Yesterday, a once in a life time event happened here on Earth. Venus crossed the path of the Sun during the daylight hours and we could watch the progression of the 2nd planet closest to the Sun, and our neighbor Venus cross right in front of our very own eyes.
For the last 3 months we have watched the shiny jewel of a planet in our evening sky, light the night sky and have multiple pairings with the Moon, Jupiter and a few stars and that was pretty spectacular. Finally the planet caught up with the Sun and was now planning on crossing in front of it. This has happened only 4 times in the last 243 years and won't happen again until December 2117, or 105 years from now. It is a once in a life time celestial event.

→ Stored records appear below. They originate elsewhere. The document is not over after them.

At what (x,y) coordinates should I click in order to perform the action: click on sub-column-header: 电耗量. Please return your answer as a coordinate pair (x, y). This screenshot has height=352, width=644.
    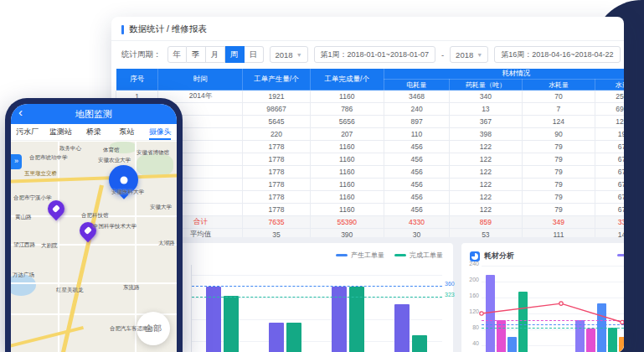
    Looking at the image, I should click on (416, 85).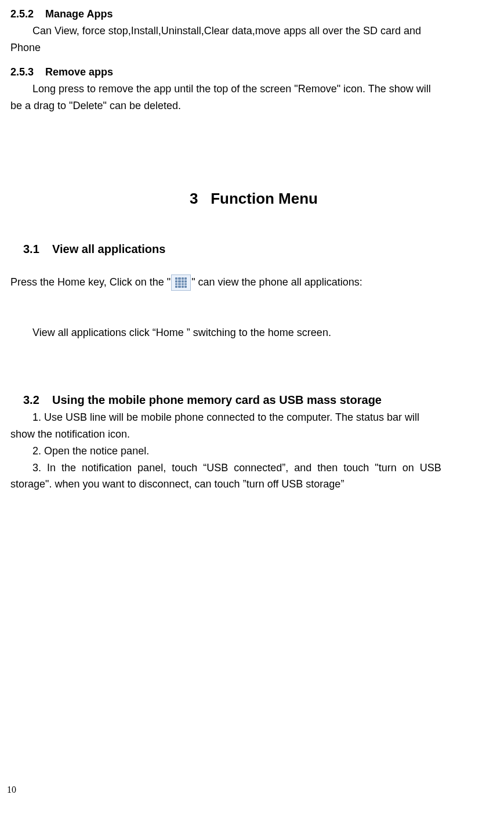  Describe the element at coordinates (277, 282) in the screenshot. I see `text-run: " can view the phone all applications:` at that location.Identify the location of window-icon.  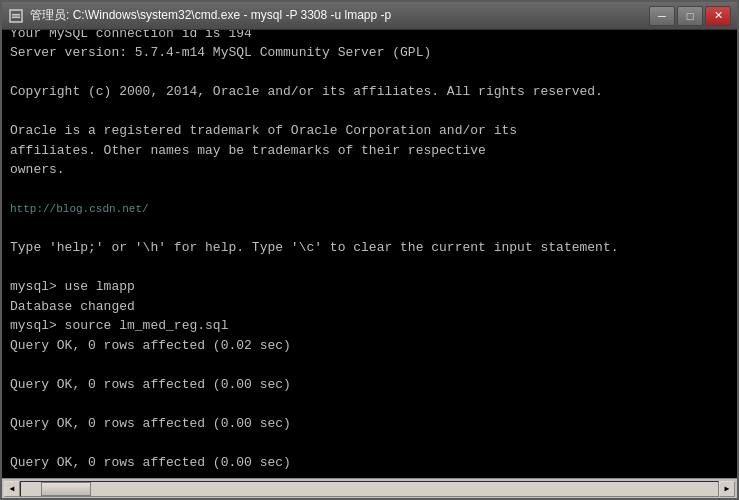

Now the day started off cloudy, dreary and looked like little hope for the sun to even peek out, the forecast was to be a chance of showers in the afternoon. As the day progressed it started to get clearer and more blue sky and less clouds!! I was getting excited. I got home at 5:00 and the Transit started around 6:03 p.m so there was little time to waste. I got my scope out and had to calibrate it so it would track the sun properly without me having to make adjustments, and below is the view I had of the sky!
I brought out the scope and I needed power as my scope is very intelligent and once it is setup it can track objects and there is no need to touch the scope once the object you want to look at is in the eyepiece. This is very helpful as I can walk away from the scope for at least 10-15 minutes and come back and the scope is still centered on the object! Incredible! Above is a quick movie of how my scope auto tracks and finds what I am looking for, in this case I told it to find Venus.
My son Nicholas who loves Astronomy was just as excited and here he is holding the Solar Filter that goes over the front of my ETX-125 Meade Telescope. You could easily see Venus with out using the scope as the filter blocks 99.9% of light and the Sun looks awesome. Its like a Welder's glass.
I had a big puffy cloud show up right at 6:03 so I had to wait until about 6:11 and these were the first two shots I took!
Venus just starting to make it's way on to the Sun's face! Amazing!
Here is some progress shots and I used mostly a 26mm Meade Eyepiece except on the 2 close up shots where I used a 12.5mm Zhumell eyepiece. It was just a wonderful viewing opportunity.
Here is Nick viewing the Transit. We had neighbors stop by and look at it too.
And my last shot before the Sun moved behind my neighbors home.
I truly enjoyed this once in a lifetime event and I hope you do too!!